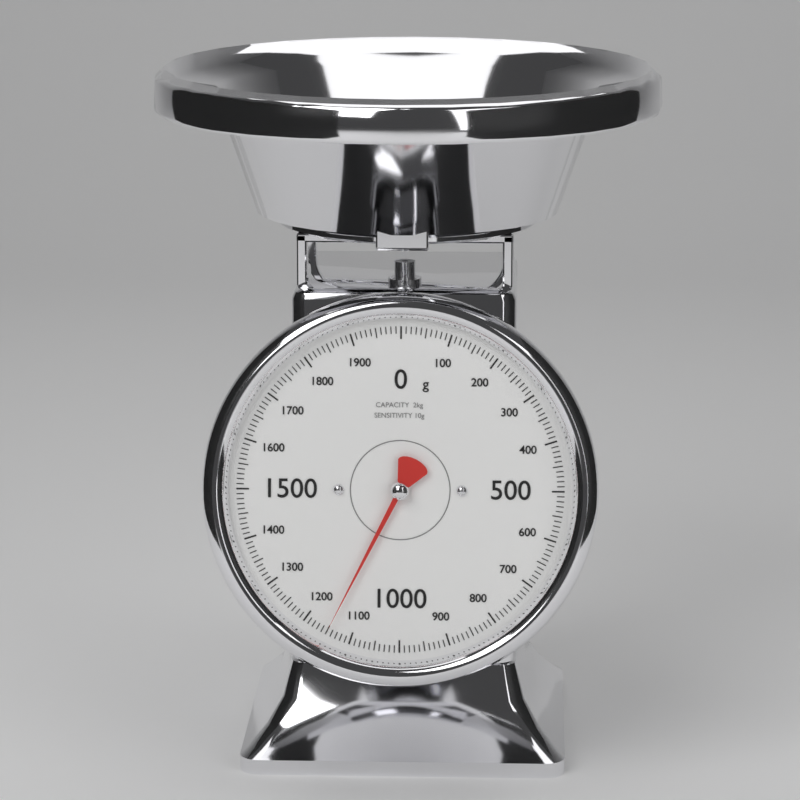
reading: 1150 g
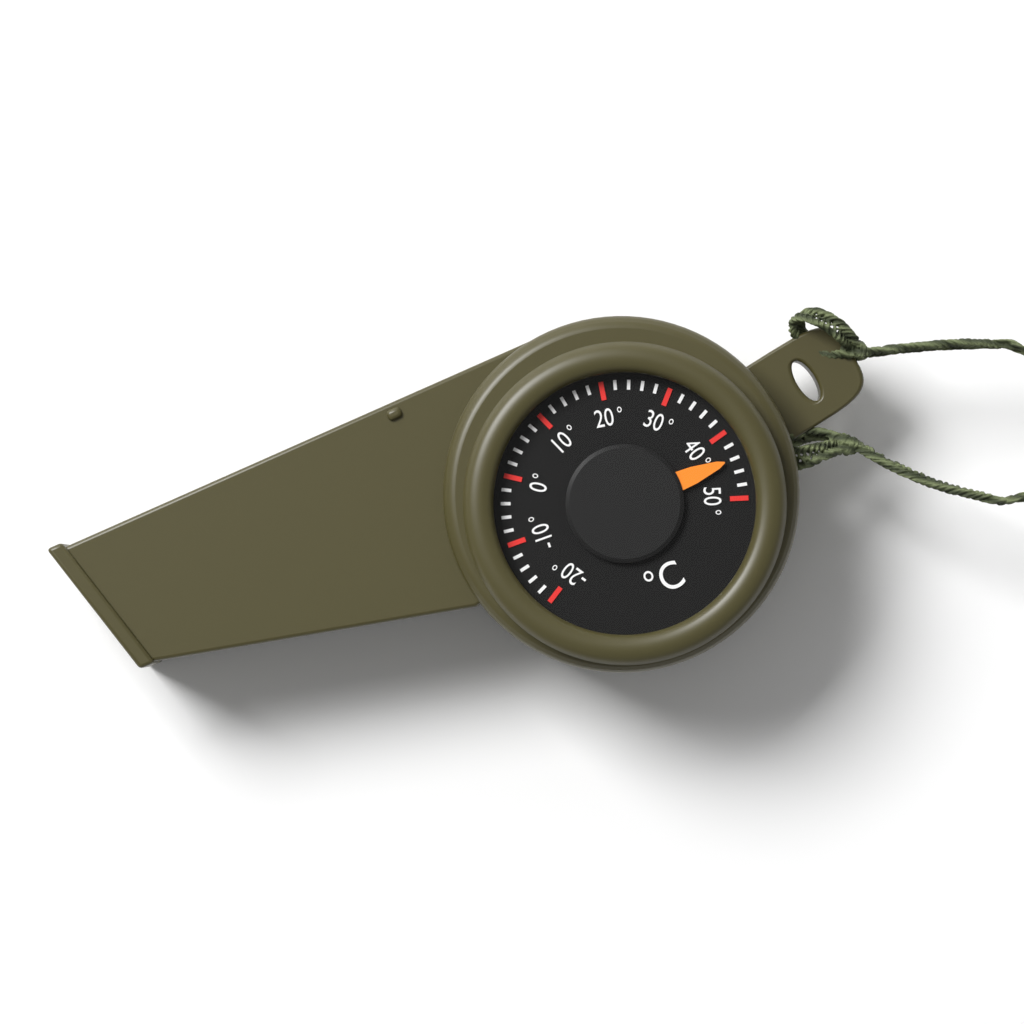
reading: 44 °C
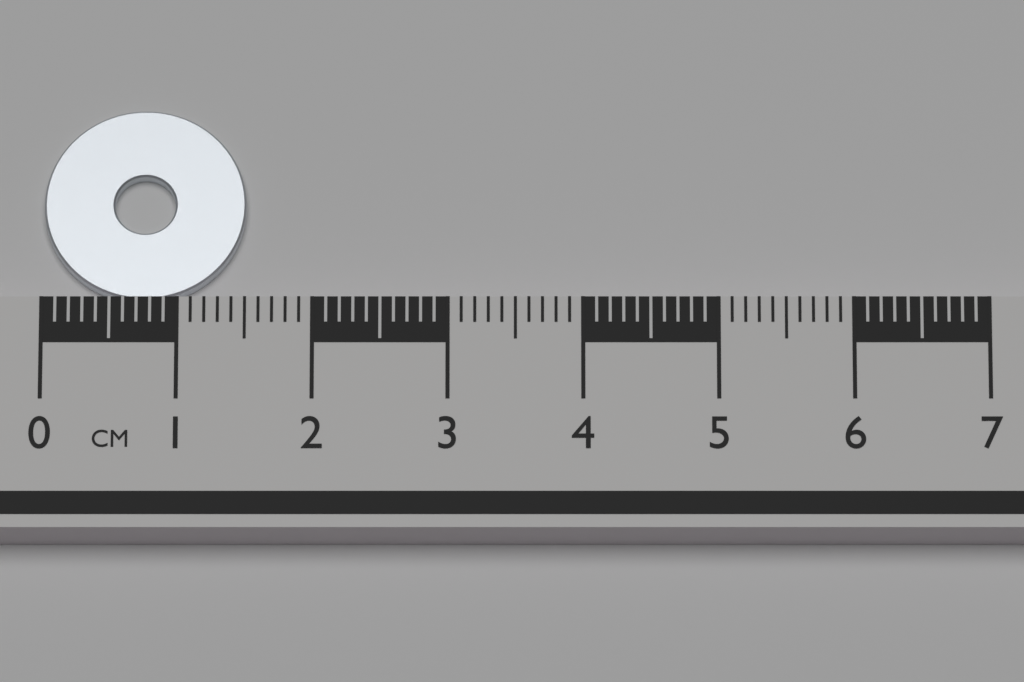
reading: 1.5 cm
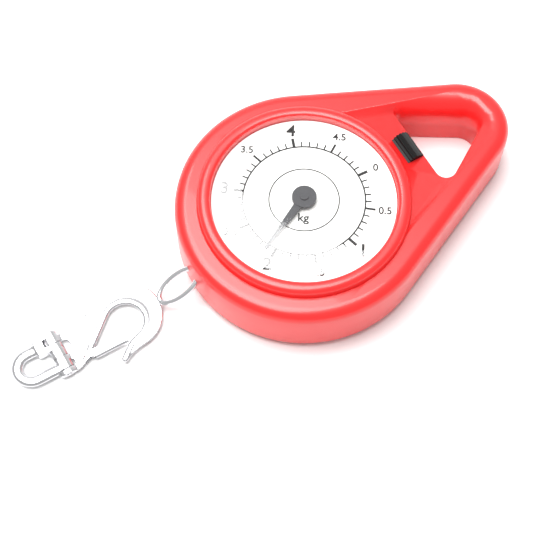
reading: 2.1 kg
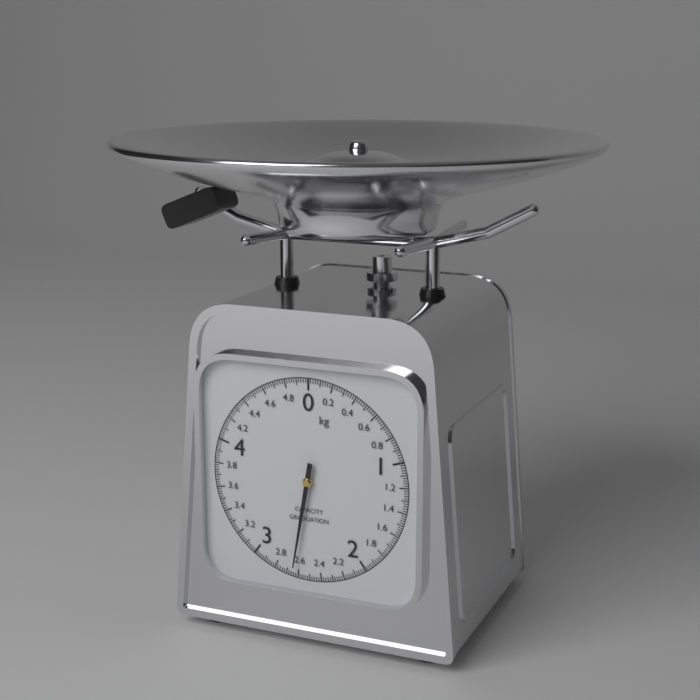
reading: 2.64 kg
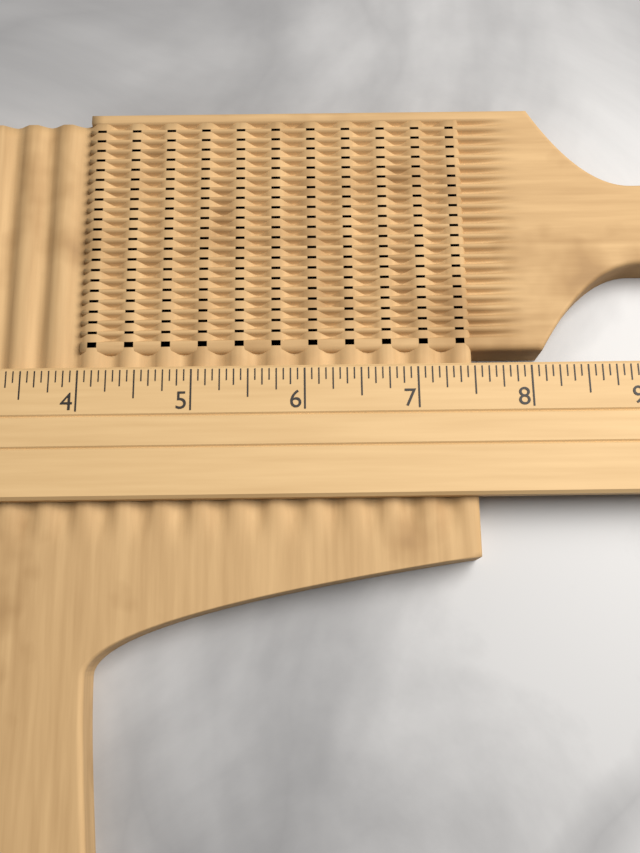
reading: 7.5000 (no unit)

▬▬▬▬▬▬

#### Problem description:
Leaving the pictures out, set down all of the data again exactly.

#### Reply to the exercise:
reading: 1150 g
reading: 44 °C
reading: 1.5 cm
reading: 2.1 kg
reading: 2.64 kg
reading: 7.5000 (no unit)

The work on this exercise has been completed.